Sweet taste perception is a crucial evolutionary adaptation that allows organisms to recognize the nutritional value of food. This sensory cue provides a rewarding signal that strongly stimulates appetite and food intake. However, due to the preference for sweetness, overconsumption of sweetened foods and beverages has been considered as the main cause of the rising prevalence of obesity in humans. As such, understanding the neural mechanisms that underlie the effects of sweet taste perception on feeding behaviour is of critical importance for developing effective strategies to mitigate the negative health consequences associated with excessive sugar intake.
Non-nutritive sweeteners (NNSs), commonly used as a substitute for sugar in a large variety of foods and beverages due to their low-calorie or no-calorie content, are being consumed by billions of individuals globally. The primary function of NNSs is to provide a sweet taste sensation without adding calories of sugar, thereby enhancing the palatability of low-carbohydrate foods or beverages. Sweetness detection is mediated by taste receptors located in the taste buds on the tongue. These receptors activate sensory neurons, which transmit the sweet signal to higher-order neurons in specific regions of the brain responsible for generating sweet taste perception, such as the nucleus of the solitary tract, parabrachial nucleus, thalamus, and insula (Yarmolinsky et al., 2009). Previous studies have shown that the neural circuitry involved in sweet taste information processing is complex and includes multiple neurons (Dahanukar et al., 2007; Fujii et al., 2015; Jiao et al., 2007; Jiao et al., 2008; Kain and Dahanukar, 2015; Slone et al., 2007; Thoma et al., 2016). Moreover, we have shown previously that chronic NNS consumption requires a complex neural signalling to induce a fasting response in the brain (Wang et al., 2016). However, humans use NNSs to increase the palatability, and much less is known about how NNSs impact feeding.

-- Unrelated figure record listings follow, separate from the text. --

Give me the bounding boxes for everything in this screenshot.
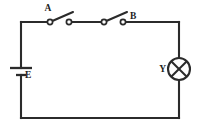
wire-network — [21, 22, 179, 118]
switch-a-label: A — [45, 3, 52, 13]
switch-a-contact-terminal[interactable] — [66, 19, 71, 24]
battery-label: E — [25, 70, 31, 80]
circuit-schematic-canvas: E A B Y — [0, 0, 199, 132]
switch-b[interactable] — [101, 12, 127, 25]
lamp-label: Y — [159, 64, 166, 74]
switch-b-pivot-terminal[interactable] — [101, 19, 106, 24]
lamp-symbol — [168, 58, 190, 80]
switch-b-label: B — [130, 11, 137, 21]
switch-a-pivot-terminal[interactable] — [47, 19, 52, 24]
switch-b-contact-terminal[interactable] — [120, 19, 125, 24]
circuit-diagram: E A B Y — [0, 0, 199, 132]
switch-a[interactable] — [47, 12, 73, 25]
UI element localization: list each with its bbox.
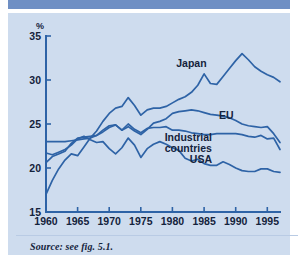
x-tick-label: 1980 [161, 215, 185, 227]
figure-container: % 35 30 25 20 15 1960 1965 1970 1975 198… [0, 0, 298, 259]
series-label-japan: Japan [176, 57, 206, 69]
series-layer [46, 54, 280, 195]
source-divider [16, 235, 298, 236]
x-tick-labels: 1960 1965 1970 1975 1980 1985 1990 1995 [34, 215, 279, 227]
x-tick-label: 1975 [129, 215, 153, 227]
series-label-industrial-countries: Industrialcountries [165, 131, 212, 154]
series-line-eu [46, 110, 280, 163]
source-note: Source: see fig. 5.1. [30, 241, 113, 252]
line-chart: % 35 30 25 20 15 1960 1965 1970 1975 198… [8, 13, 290, 255]
x-tick-label: 1985 [192, 215, 216, 227]
y-tick-label: 20 [29, 162, 41, 174]
x-tick-label: 1970 [98, 215, 122, 227]
series-label-eu: EU [219, 109, 234, 121]
y-tick-labels: 35 30 25 20 15 [29, 30, 41, 218]
top-decorative-band [8, 0, 290, 9]
chart-panel: % 35 30 25 20 15 1960 1965 1970 1975 198… [8, 13, 290, 255]
x-tick-label: 1995 [256, 215, 280, 227]
series-line-usa [46, 136, 280, 172]
series-label-usa: USA [190, 153, 213, 165]
x-tick-label: 1990 [224, 215, 248, 227]
y-tick-label: 35 [29, 30, 41, 42]
x-tick-label: 1965 [66, 215, 90, 227]
y-tick-label: 25 [29, 118, 41, 130]
y-tick-label: 30 [29, 74, 41, 86]
x-tick-label: 1960 [34, 215, 58, 227]
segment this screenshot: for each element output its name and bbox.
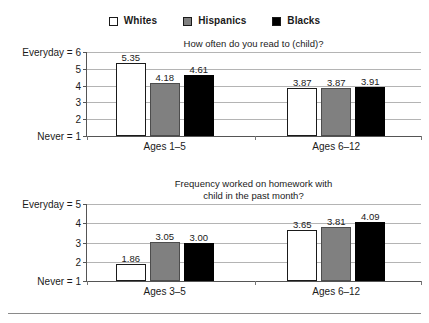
plot-area-homework: Never = 1234Everyday = 51.863.053.00Ages… xyxy=(86,204,421,281)
bar-value-read-0-2: 4.61 xyxy=(190,64,209,75)
x-axis-group-separator-read xyxy=(255,136,256,140)
legend-item-hispanics: Hispanics xyxy=(183,16,246,26)
y-axis-label-read-5: 5 xyxy=(75,63,81,74)
bar-homework-0-hispanics: 3.05 xyxy=(150,242,180,281)
y-tick-read-6 xyxy=(83,52,87,53)
legend-item-blacks: Blacks xyxy=(272,16,320,26)
y-tick-homework-2 xyxy=(83,262,87,263)
bar-homework-1-hispanics: 3.81 xyxy=(321,227,351,281)
x-axis-start-tick-read xyxy=(87,136,88,140)
legend-swatch-hispanics-icon xyxy=(183,17,192,26)
chart-title-homework-line1: Frequency worked on homework with xyxy=(86,178,421,190)
legend-swatch-blacks-icon xyxy=(272,17,281,26)
gridline-homework-5 xyxy=(87,204,421,205)
bar-value-homework-0-0: 1.86 xyxy=(122,253,141,264)
bar-value-homework-1-0: 3.65 xyxy=(293,219,312,230)
x-axis-end-tick-read xyxy=(421,136,422,140)
bar-homework-0-whites: 1.86 xyxy=(116,264,146,281)
x-axis-start-tick-homework xyxy=(87,281,88,285)
bar-read-0-hispanics: 4.18 xyxy=(150,83,180,136)
bar-read-0-whites: 5.35 xyxy=(116,63,146,136)
bar-read-1-hispanics: 3.87 xyxy=(321,88,351,136)
x-axis-end-tick-homework xyxy=(421,281,422,285)
y-tick-homework-3 xyxy=(83,243,87,244)
x-axis-group-label-homework-0: Ages 3–5 xyxy=(144,286,186,297)
chart-title-homework-line2: child in the past month? xyxy=(86,190,421,202)
bar-read-1-blacks: 3.91 xyxy=(355,87,385,136)
bar-value-read-1-0: 3.87 xyxy=(293,77,312,88)
legend-label-whites: Whites xyxy=(124,16,157,26)
y-axis-label-homework-3: 3 xyxy=(75,237,81,248)
y-axis-label-read-2: 2 xyxy=(75,114,81,125)
bar-value-homework-1-1: 3.81 xyxy=(327,216,346,227)
y-tick-read-4 xyxy=(83,86,87,87)
bar-homework-1-blacks: 4.09 xyxy=(355,222,385,281)
chart-title-homework: Frequency worked on homework with child … xyxy=(86,178,421,201)
plot-area-read: Never = 12345Everyday = 65.354.184.61Age… xyxy=(86,52,421,136)
y-axis-label-homework-4: 4 xyxy=(75,218,81,229)
bar-value-read-0-1: 4.18 xyxy=(156,72,175,83)
bar-homework-1-whites: 3.65 xyxy=(287,230,317,281)
y-axis-label-read-1: Never = 1 xyxy=(37,131,81,142)
y-axis-label-read-4: 4 xyxy=(75,80,81,91)
bar-value-read-1-1: 3.87 xyxy=(327,77,346,88)
legend-label-hispanics: Hispanics xyxy=(198,16,246,26)
bar-read-1-whites: 3.87 xyxy=(287,88,317,136)
legend-label-blacks: Blacks xyxy=(287,16,320,26)
y-axis-label-read-6: Everyday = 6 xyxy=(22,47,81,58)
chart-legend: Whites Hispanics Blacks xyxy=(0,16,429,26)
y-tick-read-3 xyxy=(83,102,87,103)
bar-value-homework-0-1: 3.05 xyxy=(156,231,175,242)
footer-divider xyxy=(8,313,421,314)
x-axis-group-label-read-1: Ages 6–12 xyxy=(312,141,360,152)
y-axis-label-homework-5: Everyday = 5 xyxy=(22,199,81,210)
y-tick-homework-5 xyxy=(83,204,87,205)
y-tick-homework-4 xyxy=(83,223,87,224)
bar-value-read-1-2: 3.91 xyxy=(361,76,380,87)
x-axis-group-separator-homework xyxy=(255,281,256,285)
legend-item-whites: Whites xyxy=(109,16,157,26)
y-axis-label-homework-2: 2 xyxy=(75,256,81,267)
x-axis-group-label-read-0: Ages 1–5 xyxy=(144,141,186,152)
y-tick-read-2 xyxy=(83,119,87,120)
y-axis-label-homework-1: Never = 1 xyxy=(37,276,81,287)
y-axis-label-read-3: 3 xyxy=(75,97,81,108)
bar-read-0-blacks: 4.61 xyxy=(184,75,214,136)
x-axis-group-label-homework-1: Ages 6–12 xyxy=(312,286,360,297)
chart-panel-read: How often do you read to (child)? Never … xyxy=(0,38,429,163)
legend-swatch-whites-icon xyxy=(109,17,118,26)
bar-value-homework-0-2: 3.00 xyxy=(190,232,209,243)
bar-value-homework-1-2: 4.09 xyxy=(361,211,380,222)
chart-title-read: How often do you read to (child)? xyxy=(86,38,421,50)
chart-panel-homework: Frequency worked on homework with child … xyxy=(0,178,429,306)
bar-value-read-0-0: 5.35 xyxy=(122,52,141,63)
y-tick-read-5 xyxy=(83,69,87,70)
bar-homework-0-blacks: 3.00 xyxy=(184,243,214,282)
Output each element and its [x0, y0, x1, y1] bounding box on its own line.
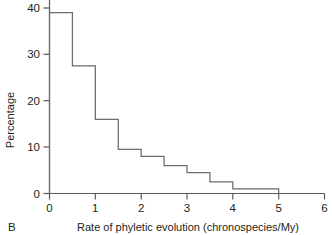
panel-label-b: B: [8, 221, 16, 233]
x-tick-label-6: 6: [321, 202, 327, 214]
x-tick-label-2: 2: [138, 202, 144, 214]
figure-panel-b: 0 10 20 30 40 0 1 2 3 4 5 6: [0, 0, 332, 235]
histogram-step-outline: [50, 13, 279, 194]
y-tick-label-20: 20: [27, 95, 40, 107]
y-tick-label-30: 30: [27, 48, 40, 60]
y-tick-label-10: 10: [27, 141, 40, 153]
x-axis-ticks: [50, 194, 325, 200]
y-axis-tick-labels: 0 10 20 30 40: [27, 2, 40, 200]
x-tick-label-0: 0: [46, 202, 52, 214]
x-axis-title: Rate of phyletic evolution (chronospecie…: [77, 221, 299, 233]
x-tick-label-5: 5: [275, 202, 281, 214]
x-tick-label-1: 1: [92, 202, 98, 214]
y-tick-label-0: 0: [34, 188, 40, 200]
y-axis-ticks: [44, 8, 50, 194]
histogram-chart: 0 10 20 30 40 0 1 2 3 4 5 6: [0, 0, 332, 235]
y-axis-title: Percentage: [4, 92, 16, 148]
x-tick-label-3: 3: [184, 202, 190, 214]
x-axis-tick-labels: 0 1 2 3 4 5 6: [46, 202, 327, 214]
x-tick-label-4: 4: [230, 202, 237, 214]
y-tick-label-40: 40: [27, 2, 40, 14]
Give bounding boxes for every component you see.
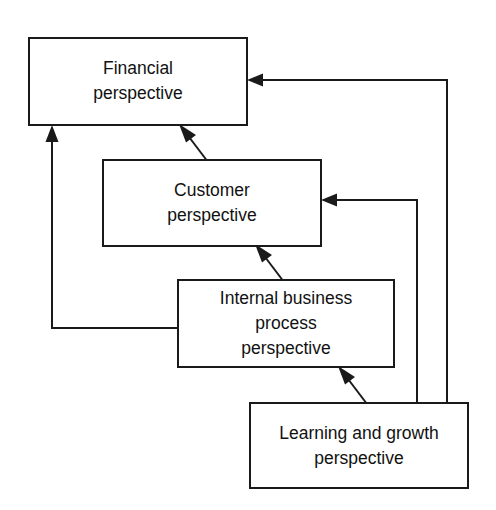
- learning-and-growth-label-line1: Learning and growth: [279, 423, 439, 443]
- arrow-customer-to-financial: [179, 124, 208, 162]
- arrow-learning-to-internal-head: [338, 366, 355, 385]
- learning-and-growth-perspective-box[interactable]: Learning and growth perspective: [250, 403, 468, 488]
- customer-perspective-label-line1: Customer: [174, 180, 250, 200]
- diagram-canvas: Financial perspective Customer perspecti…: [0, 0, 496, 510]
- arrow-internal-to-financial-head: [46, 125, 59, 142]
- arrow-customer-to-financial-head: [179, 124, 196, 143]
- internal-business-process-label-line3: perspective: [241, 338, 331, 358]
- customer-perspective-rect: [103, 160, 321, 246]
- internal-business-process-label-line2: process: [255, 313, 317, 333]
- learning-and-growth-perspective-rect: [250, 403, 468, 488]
- arrow-learning-to-customer-head: [321, 194, 337, 207]
- financial-perspective-box[interactable]: Financial perspective: [29, 38, 247, 125]
- diagram-root: Financial perspective Customer perspecti…: [0, 0, 496, 510]
- internal-business-process-label-line1: Internal business: [220, 288, 353, 308]
- learning-and-growth-label-line2: perspective: [314, 448, 404, 468]
- customer-perspective-label-line2: perspective: [167, 205, 257, 225]
- customer-perspective-box[interactable]: Customer perspective: [103, 160, 321, 246]
- arrow-learning-to-internal: [338, 366, 367, 404]
- arrow-learning-to-financial-head: [247, 74, 263, 87]
- financial-perspective-label-line1: Financial: [103, 58, 173, 78]
- arrow-internal-to-customer: [255, 244, 284, 282]
- financial-perspective-rect: [29, 38, 247, 125]
- internal-business-process-perspective-box[interactable]: Internal business process perspective: [178, 280, 394, 367]
- financial-perspective-label-line2: perspective: [93, 83, 183, 103]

Drosophila is an excellent model organism for investigating the effects of sweet taste perception on food intake. Its taste organ system is similar to that of mammals (Staats et al., 2018), and sweet taste perception strongly influences its feeding behaviour (May et al., 2020; May et al., 2019). Furthermore, NNSs have been shown to elicit a sweet taste perception in Drosophila (LeDue et al., 2015; Wang et al., 2016; Wang et al., 2017). Therefore, in this study, we investigated the mechanisms underlying how the NNSs sucralose can impact acute food intake, and then dissected the underlying neural pathways that control this effect. We find that the NNSs sucralose shows a potent ability to increase food intake, and this effect is mediated by sweet taste neurons, and octopamine, dopamine, and NPF systems.